// uslugi.mapping Module 04 of 06

Process
mapping.

Diagnosis and redesign of your processes - as documentation, as the first step before automation.

haski.io / map.run
$ trace --process
[ call ]45 min · free
[ interviews ]board · owner · operator
[ process map ]BPMN 2.0
[ what you get ]map · review · plan
First call
Free
Proven methods
4
Sectors
5
// problem >> solution

The pain we remove

mapping.schema
2 tables · 6 fields
current_state
process_in_3_peoples_heads Knowledge scattered across three people, each one knows a different piece. Onboarding a new operations director means 3 months of reconstruction - from notes, emails and memory.
undocumented knowledge
18_steps_instead_of_6 Every step had a reason once, but nobody ever dared to cut them. Half of them today are just “handing the case over” - zero added value.
waste
bottleneck_with_no_name You optimise stages A and B, which still wait for one person's approval at point C. Time saved at point A = no real effect, because C is the blocker.
bottleneck
target_state
map_single_source A BPMN 2.0 map in SharePoint, Confluence or Notion - version-controlled, clear for every role. Onboarding a new person from 3 months to 3 days.
map
process_half_as_long We redesign the process from scratch and cut the redundant stages. We run every step through one question: where is the value for you here?
new layout
bottleneck_addressed First we fix what blocks the whole thing. We find the point worth investing in and subordinate the rest of the process to it, instead of scattering effort across five stages at once.
focus
// pain.delta diagnose → redesign
// process.simulation

Every process breaks down into steps

From source to result - no manual clicking through, no waiting, no losing data on the way between systems. The map shows how the process looks after the redesign: two inputs, two processing steps, one clear result, a record for the archive.

flow.bpmn
6 steps · target process
source A
input
source B
input
step 01
sync
step 02
processing
result
output
archive
record
average time
~2s start to finish
process steps
6 / automated
manual work reduced
94%
status
active · 24/7

// Illustrative diagram of the target process. In a real review we pull the structure from the records in your systems (e.g. ERP, CRM, tickets) or from conversations and manual measurements. We remove every bottleneck during the redesign - we cut the step, simplify it or automate it.

// scope

What we deliver in process mapping

Conversations with the team

With the owner, the manager and the person who does it every day. Everyone sees the process differently, and everyone is right about their own piece.

A process map on one page

Your process drawn so that a new hire understands it in 15 minutes. Editable file + PDF for print and presentation.

Where time leaks

Specific minutes at a specific stage. Not a vague “too slow”, but “4h waiting at the partner, 2h spent clicking through Excel”.

What to fix first

One point of change, not five scattered ones. We show which step holds back the pace of the whole company today and where it makes sense to start.

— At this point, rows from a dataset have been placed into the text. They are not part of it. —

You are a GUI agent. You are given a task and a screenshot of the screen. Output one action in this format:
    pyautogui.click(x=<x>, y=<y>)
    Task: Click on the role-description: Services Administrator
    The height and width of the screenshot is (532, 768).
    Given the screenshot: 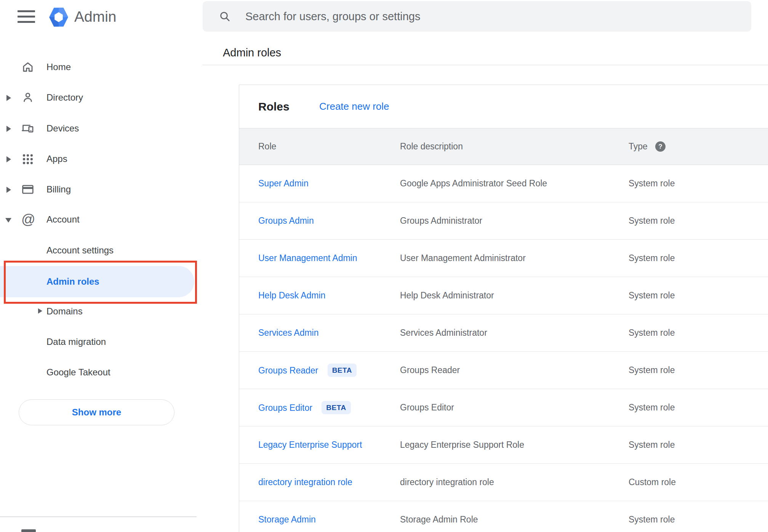 What is the action you would take?
    pyautogui.click(x=514, y=333)
    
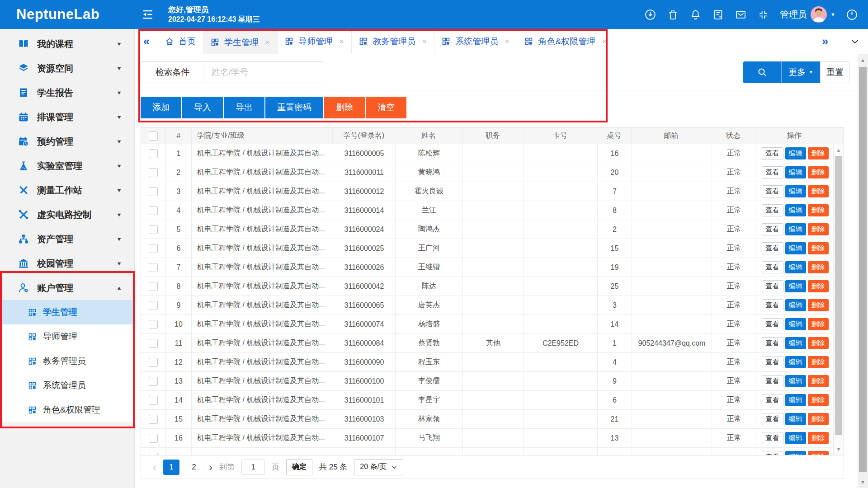 This screenshot has height=488, width=868. I want to click on trash-icon, so click(673, 14).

Plan: how it should be after the change

The redesigned process with savings calculated and a list of things that can break during the rollout. Before you start, you know where to be careful.

Team instructions + metrics

Short instructions on “who does what, when and with which tool” + 3-5 metrics that tell you the process is alive. In a tool the company already uses.

// stack
[ clear map ]
BPMN 2.0
[ cutting waste ]
Lean
[ single bottleneck ]
Theory of Constraints
[ risk analysis ]
FMEA
// faq

Frequently asked questions

How is this different from Process automation?

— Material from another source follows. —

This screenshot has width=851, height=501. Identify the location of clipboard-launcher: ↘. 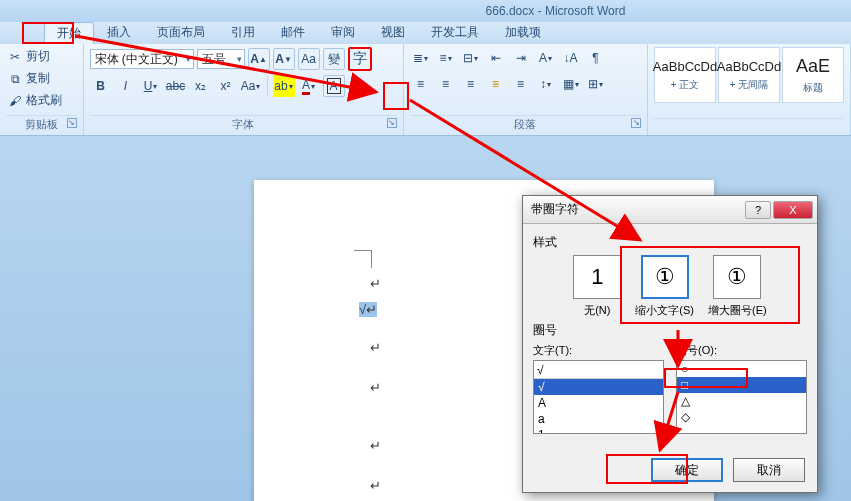
(72, 123).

Mapping is the diagnosis and redesign - it answers the question of “how it should be”. Automation is the rollout - actually doing it. You do the mapping as the first step before automation, because automating a badly designed process only generates errors faster.

How long does reviewing one process take?

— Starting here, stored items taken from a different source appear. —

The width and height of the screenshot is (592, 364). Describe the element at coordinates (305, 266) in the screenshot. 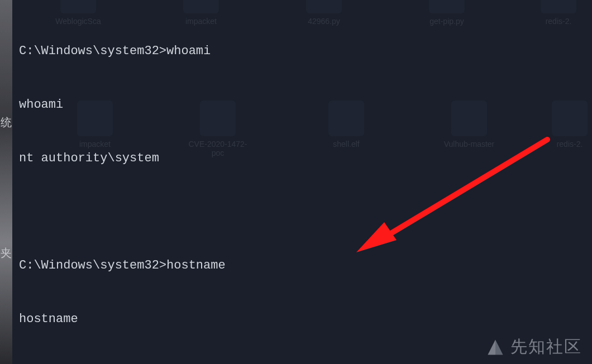

I see `line-prompt-hostname: C:\Windows\system32>hostname` at that location.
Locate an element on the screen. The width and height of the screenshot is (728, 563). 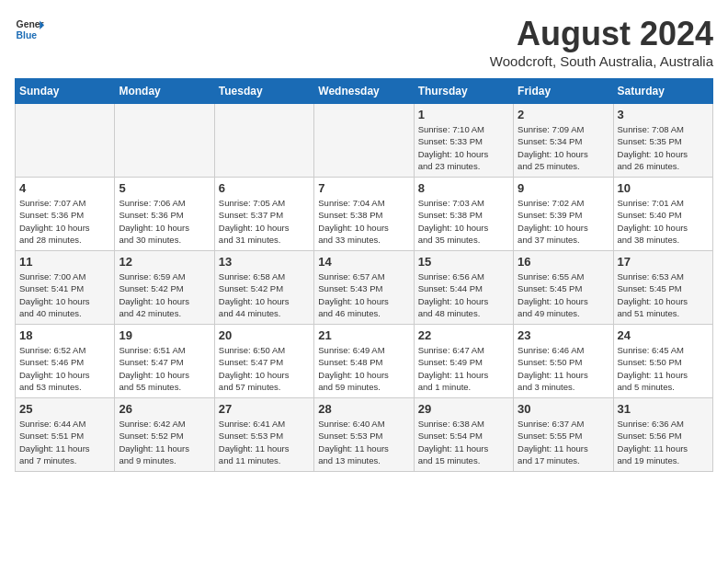
day-info: Sunrise: 6:42 AM Sunset: 5:52 PM Dayligh… is located at coordinates (164, 442).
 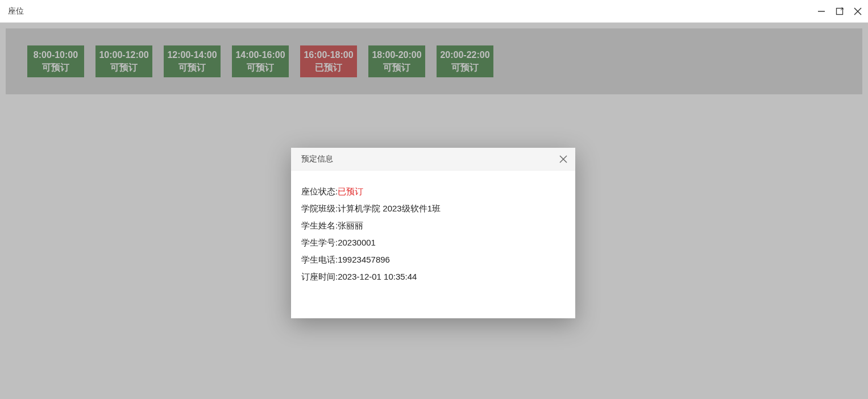 I want to click on student-id-value: 20230001, so click(x=357, y=242).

We treat every project individually. The time needed to map depends on the number of processes, the availability of people for interviews and the level of detail you need - reviewing one process (e.g. invoice flow) looks different from diagnosing a whole area. We set the concrete schedule at the start of the project, after the first call, once we know the scope and who needs to be involved.

// next_step No obligation

Start with
a process map

The first analysis is free. We work out which process to map first, who needs to be involved and what document should be the end result.